Who is the Ghaddar
feeling Hurt?
By Amba Charan
Vashishth
The decision of the Election
Commission (EC) of India to ban the Union Minister of State for Finance Anurag
Thakur and BJP MP Parvesh Verma from campaigning for the current elections to
Delhi Vidhan Sabha for 3 and 4 days, respectively, saying that it was not
satisfied with the reply given by the two leaders. The EC further said that its
earlier order to remove the two leaders from the list of star campaigners would
also continue.
EC direction may be heartening to some sections of
political parties but it does not stand the test of being rational. It has
handed out two punishments for the same ‘offence’ of having made one single statement.
Further, EC issued the January 30 order finding
having been “not satisfied with their
reply”. But the first order directing their party to remove their names from
the list of “star campaigners” was issued in post haste and was arbitrary
because it was done without seeking an explanation from the two leaders before
issuing the first order.
“Goli maaro ghaddaaron ko” (kill the
traitors) is a very common phrase in our day-today life and society. “Main
tumhen goli maar doonga” is a phrase used even within a family when a child
or wife/husband is going to commit something wrong which is not in tune with
the family and society’s traditions. In cases where girls and infants have been
murdered after rape, the victims and their families have always been demanding
(goli maar do un gunahgaaron ko” (kill the guilty). In the notorious
Nirbhaya rape and murder case, her mother has been running from pillar to post
to get her daughter’s killers hanged at the earliest. Is it a crime?
In the instant case, Thakur demanded and Verma
supported:”Goli maaro ghaddaron ko”. They have just demanded the killing
of the traitors; they have not identified or named who are the traitors. Does
the EC and the people feel that it is against law or Model Code of Conduct to
demand traitors to be hanged? Identifying traitors is the function of the
investigating agency and judiciary to punish the ‘traitor’.
To quote just a few cases, Maqbool Butt in J&K,
Afzal Guru accused in the 2001 Parliament case, 26/11 Pakistani terrorist Ajmal
Kasab, were tried and ordered to be hanged by the highest court of the country
and not by the common man in the street.
It is a different matter that the common man did demand these traitors
to be killed (goli maaro). The
common man is not guilty of any crime in demanding it.
A boy abducted an infant from his neighbourhood in
Shimla for the purpose of ransom more than two years back. When failed, the boy
killed the infant and dumped his body in a water storage tank. After a few months,
the guilty boy was named and arrested. His mother was so dejected that before
the Press she said: I will shoot him myself on the Mall road. Did she commit a
crime by saying so?
The then Congress President while campaigning in
2019 elections to Parliament openly alleged repeatedly in a number of electoral
rallies that “chaukidar chor hai” obviously meaning PM Narendra Modi who
had been claiming to be a chaukidar of the nation. But, surprisingly, EC
did neither take note of it and neither acted on it. Why?
Our law says that murder/rape/treason is a heinous crime
and if anybody does commit such a crime he stands to be hanged or given some
other punishment. Recently, a new law has been passed providing for a very high
punishment or fine for breaking traffic laws. Doies our law threaten people?
Our law does threaten the law-breaker but not the innocent law-abider. And so
does the EC or the election law. If one is not a traitor, why should one lose one’s
sleep?
There is another side of the story. The CBI has
come out with a charge-sheet against former JNUSU president Kanhaiyya Kumar.
But the AAP Delhi government is sitting over the matter of sanctioning his prosecution
for the last about two years. A Delhi court also regretted this fact. The Delhi
government should have taken a decision on merit by either sanctioning his
prosecution or refusing it one way or the other. It should not have sat over
the file for so long. AAP CM knew that
granting sanction or denying it will cost it losing electoral gain from one
section of the people. It is a travesty of facts that this very government had
been criticizing the Lt. Governor for sitting over some of its files.
In its anxiety to look impartial, EC itself has
raised a question on its own image. The
EC should not only be fair and impartial, but should also appear to be so.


▶ _Problem statement_
In the records that follow, find each line containing "Information" and copy it.

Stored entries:
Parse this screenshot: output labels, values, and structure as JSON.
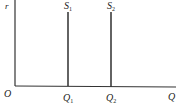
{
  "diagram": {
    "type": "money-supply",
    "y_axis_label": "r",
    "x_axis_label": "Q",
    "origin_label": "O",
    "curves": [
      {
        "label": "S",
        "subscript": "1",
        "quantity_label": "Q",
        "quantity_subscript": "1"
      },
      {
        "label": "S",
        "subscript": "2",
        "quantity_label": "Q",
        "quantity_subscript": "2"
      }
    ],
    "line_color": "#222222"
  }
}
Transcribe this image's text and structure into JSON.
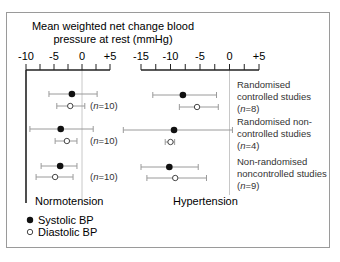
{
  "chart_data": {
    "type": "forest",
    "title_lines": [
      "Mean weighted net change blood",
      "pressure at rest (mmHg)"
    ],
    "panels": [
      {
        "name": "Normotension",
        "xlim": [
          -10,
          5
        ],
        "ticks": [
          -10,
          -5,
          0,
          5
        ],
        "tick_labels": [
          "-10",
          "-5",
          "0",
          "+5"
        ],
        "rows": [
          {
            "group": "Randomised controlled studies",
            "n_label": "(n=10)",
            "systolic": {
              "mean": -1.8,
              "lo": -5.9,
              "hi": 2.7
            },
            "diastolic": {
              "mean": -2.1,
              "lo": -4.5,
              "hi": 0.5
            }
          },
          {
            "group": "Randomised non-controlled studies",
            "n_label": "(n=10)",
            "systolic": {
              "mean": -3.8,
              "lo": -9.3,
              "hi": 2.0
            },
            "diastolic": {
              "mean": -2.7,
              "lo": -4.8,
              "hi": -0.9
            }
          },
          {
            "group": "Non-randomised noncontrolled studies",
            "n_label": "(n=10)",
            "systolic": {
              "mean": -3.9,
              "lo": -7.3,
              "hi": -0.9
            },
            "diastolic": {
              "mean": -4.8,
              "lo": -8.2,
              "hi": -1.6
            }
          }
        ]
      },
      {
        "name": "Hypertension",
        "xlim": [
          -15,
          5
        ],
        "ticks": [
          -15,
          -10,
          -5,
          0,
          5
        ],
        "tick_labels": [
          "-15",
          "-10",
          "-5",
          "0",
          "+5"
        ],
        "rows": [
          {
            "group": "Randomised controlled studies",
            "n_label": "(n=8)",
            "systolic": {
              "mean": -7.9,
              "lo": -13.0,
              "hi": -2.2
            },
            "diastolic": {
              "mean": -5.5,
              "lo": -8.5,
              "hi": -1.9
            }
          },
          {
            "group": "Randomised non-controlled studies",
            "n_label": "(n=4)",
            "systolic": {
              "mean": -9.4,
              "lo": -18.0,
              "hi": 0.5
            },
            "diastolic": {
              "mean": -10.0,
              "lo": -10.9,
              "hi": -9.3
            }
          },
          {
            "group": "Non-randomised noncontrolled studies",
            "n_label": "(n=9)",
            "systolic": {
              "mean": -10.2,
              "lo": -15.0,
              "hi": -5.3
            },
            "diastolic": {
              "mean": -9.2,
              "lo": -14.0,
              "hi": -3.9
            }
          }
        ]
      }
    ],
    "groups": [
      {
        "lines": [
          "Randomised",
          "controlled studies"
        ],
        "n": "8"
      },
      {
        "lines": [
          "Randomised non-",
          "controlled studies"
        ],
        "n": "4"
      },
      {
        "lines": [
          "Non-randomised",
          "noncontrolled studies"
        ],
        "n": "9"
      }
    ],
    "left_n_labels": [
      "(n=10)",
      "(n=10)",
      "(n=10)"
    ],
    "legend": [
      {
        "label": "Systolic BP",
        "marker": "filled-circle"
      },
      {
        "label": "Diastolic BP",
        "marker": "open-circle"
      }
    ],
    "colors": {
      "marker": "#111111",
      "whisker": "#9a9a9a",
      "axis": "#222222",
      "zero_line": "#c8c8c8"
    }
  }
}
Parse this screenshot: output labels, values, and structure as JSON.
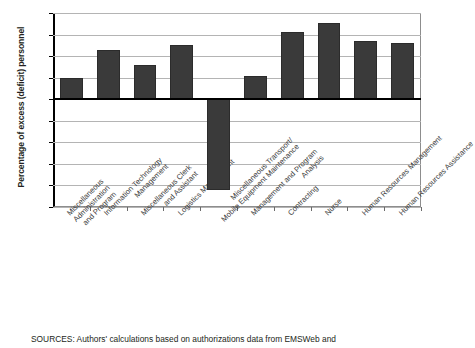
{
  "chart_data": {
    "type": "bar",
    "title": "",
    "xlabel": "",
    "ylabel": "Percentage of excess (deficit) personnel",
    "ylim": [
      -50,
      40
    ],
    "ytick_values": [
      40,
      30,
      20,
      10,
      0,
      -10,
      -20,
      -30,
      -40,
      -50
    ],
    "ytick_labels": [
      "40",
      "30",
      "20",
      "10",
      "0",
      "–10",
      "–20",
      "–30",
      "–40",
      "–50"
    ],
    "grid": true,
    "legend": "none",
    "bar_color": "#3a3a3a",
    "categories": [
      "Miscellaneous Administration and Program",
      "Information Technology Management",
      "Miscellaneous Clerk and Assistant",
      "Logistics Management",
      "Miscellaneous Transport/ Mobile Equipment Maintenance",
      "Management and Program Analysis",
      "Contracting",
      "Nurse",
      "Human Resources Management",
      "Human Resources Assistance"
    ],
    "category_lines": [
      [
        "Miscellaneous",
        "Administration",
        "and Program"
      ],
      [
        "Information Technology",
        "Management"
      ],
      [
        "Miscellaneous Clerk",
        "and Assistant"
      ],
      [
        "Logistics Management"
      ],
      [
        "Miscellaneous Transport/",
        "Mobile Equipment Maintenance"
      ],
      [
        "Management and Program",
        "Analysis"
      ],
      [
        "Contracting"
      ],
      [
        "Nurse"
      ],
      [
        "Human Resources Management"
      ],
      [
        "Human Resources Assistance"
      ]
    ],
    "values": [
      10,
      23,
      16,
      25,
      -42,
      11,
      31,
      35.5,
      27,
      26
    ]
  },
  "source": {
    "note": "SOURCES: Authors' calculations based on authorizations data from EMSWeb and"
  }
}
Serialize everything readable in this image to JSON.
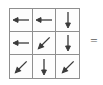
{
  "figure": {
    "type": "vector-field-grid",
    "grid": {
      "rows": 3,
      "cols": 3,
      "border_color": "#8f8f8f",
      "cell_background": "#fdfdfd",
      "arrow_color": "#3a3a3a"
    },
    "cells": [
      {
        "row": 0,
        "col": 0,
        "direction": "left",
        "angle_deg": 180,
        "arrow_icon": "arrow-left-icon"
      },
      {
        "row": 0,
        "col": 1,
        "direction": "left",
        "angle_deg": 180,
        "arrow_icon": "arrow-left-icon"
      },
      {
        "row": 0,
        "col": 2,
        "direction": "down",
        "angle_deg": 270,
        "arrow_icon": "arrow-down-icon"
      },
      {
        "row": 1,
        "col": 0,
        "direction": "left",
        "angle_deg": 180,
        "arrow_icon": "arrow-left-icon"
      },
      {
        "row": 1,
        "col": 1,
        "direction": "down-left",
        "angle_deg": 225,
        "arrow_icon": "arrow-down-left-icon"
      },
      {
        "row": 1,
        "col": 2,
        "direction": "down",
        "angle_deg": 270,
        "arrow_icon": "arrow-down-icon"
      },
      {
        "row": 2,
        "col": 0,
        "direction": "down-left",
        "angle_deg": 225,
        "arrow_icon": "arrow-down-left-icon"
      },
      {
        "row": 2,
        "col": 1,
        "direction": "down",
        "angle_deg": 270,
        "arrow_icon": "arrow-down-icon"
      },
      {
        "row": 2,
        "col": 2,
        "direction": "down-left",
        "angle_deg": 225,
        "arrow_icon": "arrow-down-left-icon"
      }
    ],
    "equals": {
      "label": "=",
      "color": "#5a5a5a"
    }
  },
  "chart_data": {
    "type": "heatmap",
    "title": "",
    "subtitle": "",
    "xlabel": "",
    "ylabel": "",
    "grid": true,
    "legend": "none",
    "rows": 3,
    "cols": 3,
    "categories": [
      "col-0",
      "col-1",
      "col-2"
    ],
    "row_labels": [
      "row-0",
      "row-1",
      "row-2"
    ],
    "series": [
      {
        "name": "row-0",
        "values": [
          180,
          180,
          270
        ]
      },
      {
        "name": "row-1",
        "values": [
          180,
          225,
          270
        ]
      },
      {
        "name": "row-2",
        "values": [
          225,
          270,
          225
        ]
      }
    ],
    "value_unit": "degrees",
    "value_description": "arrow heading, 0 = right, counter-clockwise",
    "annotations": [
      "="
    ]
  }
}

* * *

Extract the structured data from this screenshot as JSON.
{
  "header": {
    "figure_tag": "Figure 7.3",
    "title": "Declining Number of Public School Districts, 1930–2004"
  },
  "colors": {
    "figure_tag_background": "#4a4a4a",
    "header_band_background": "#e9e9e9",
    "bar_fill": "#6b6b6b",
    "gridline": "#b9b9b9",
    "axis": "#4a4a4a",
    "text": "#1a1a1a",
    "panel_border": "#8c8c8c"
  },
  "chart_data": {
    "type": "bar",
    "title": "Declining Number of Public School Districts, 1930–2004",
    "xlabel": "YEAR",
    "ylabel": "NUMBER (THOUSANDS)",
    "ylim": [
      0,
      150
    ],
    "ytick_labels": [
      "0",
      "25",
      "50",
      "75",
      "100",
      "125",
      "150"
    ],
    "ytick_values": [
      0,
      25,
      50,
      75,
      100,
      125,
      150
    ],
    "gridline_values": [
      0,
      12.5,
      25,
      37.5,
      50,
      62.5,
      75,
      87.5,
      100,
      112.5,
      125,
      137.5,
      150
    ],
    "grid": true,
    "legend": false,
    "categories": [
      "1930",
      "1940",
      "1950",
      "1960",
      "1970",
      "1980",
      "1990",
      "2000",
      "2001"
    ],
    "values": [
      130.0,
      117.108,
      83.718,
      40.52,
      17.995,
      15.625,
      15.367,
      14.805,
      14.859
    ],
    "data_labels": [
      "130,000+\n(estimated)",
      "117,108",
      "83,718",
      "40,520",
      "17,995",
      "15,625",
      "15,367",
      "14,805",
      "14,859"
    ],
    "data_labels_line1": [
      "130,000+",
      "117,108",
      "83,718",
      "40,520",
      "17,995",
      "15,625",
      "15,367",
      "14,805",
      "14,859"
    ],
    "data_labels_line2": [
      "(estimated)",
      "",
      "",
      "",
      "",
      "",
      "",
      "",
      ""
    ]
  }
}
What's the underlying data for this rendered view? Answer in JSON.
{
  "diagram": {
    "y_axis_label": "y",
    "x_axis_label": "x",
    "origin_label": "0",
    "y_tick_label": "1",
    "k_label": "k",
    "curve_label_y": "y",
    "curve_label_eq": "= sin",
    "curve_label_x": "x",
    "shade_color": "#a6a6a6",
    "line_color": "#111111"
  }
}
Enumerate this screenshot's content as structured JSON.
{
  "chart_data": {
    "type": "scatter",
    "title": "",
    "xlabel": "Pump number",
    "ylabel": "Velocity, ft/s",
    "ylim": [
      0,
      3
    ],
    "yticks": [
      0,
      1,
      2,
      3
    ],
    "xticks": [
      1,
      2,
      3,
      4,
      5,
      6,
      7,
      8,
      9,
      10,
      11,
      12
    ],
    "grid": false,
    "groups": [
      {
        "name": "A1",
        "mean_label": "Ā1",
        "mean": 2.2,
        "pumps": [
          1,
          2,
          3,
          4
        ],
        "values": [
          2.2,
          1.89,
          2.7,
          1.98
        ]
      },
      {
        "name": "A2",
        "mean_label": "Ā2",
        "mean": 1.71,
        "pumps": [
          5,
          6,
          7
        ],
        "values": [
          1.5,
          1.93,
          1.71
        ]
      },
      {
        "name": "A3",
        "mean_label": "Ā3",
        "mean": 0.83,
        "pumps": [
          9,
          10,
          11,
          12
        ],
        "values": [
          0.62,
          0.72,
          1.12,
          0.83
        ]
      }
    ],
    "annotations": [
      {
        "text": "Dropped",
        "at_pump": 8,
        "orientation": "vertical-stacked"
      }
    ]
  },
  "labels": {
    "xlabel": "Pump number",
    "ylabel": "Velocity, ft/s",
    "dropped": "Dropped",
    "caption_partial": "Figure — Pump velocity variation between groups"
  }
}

▶ _Output below_
      "Information Technology Management",
        "Information Technology",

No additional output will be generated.